Cathcart believes gas won’t be economically viable for long due to competition from cleaner energy sources and increasing pressure to cut planet-warming emissions. And she’s concerned that Dominion has a contract to buy gas from the Mountain Valley pipeline, even after taking a multibillion-dollar write-down on the canceled Atlantic Coast pipeline (Energywire, July 6, 2020).
“It’d be like if you put in an order for 100,000 VHS machines back when there’s Blockbuster places around and it got held up in court. Then you still have a contract with them and everybody’s now streaming Netflix,” she said of the MVP contract. “What I hope my resolution creates is a report dealing with the truth and how are we going to be proactive with that.”
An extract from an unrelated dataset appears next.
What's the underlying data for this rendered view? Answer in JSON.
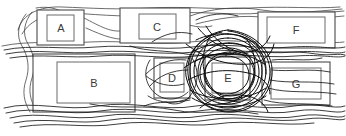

Dominion didn’t respond to a request for comment.
The utility initially fought to keep her proposal off the ballot. Dominion told the Securities and Exchange Commission in January that her drive to get the company to reveal more about the risks of stranded assets had already “been substantially implemented by the Company” through other climate change-related disclosures.
But Cathcart disagreed, and the SEC sided with her. That cleared the way for a vote on the stranded asset resolution (Climatewire, March 22).
There is a separate proposal Dominion is fighting that calls on it to adopt “medium-term targets” for reducing its so-called Scope 3 emissions. Dominion already has set a goal of reaching net-zero emissions by midcentury and 2030 reduction goals for certain greenhouse gases.
Mainstream investor support
Dominion’s opposition to Cathcart’s proposal, however, has softened.
While the board still maintains that it’s unnecessary given all of Dominion’s existing disclosures about its natural gas investments, “the company is willing to consolidate it into one report, should shareholders believe that it is necessary,” the utility said in a March 25 securities filing.
Since then Cathcart’s resolution has picked up support from the influential shareholder advisory firms Glass Lewis & Co. LLC and Institutional Shareholder Services Inc. In an April 28 analysis of Dominion, ISS urged investors to vote for the proposal because a “unified report would help shareholders comprehensively evaluate any risks from stranded assets.”
ISS and other analysts already give Dominion high marks for its climate disclosures and decarbonization efforts, which include slashing the amount of coal-fired power in its generation mix from 52 percent in 2005 to 10 percent in 2020.
Whether Cathcart’s proposal passes or not, most observers expect the utility to keep cutting its emissions.
“The incentive is there to do this. It’s just, how quickly do you do it?” said Michael Doyle, an analyst with Edward D. Jones & Co. LP. “Maybe [the resolution] pushes them in that direction of perhaps accelerating a little more.”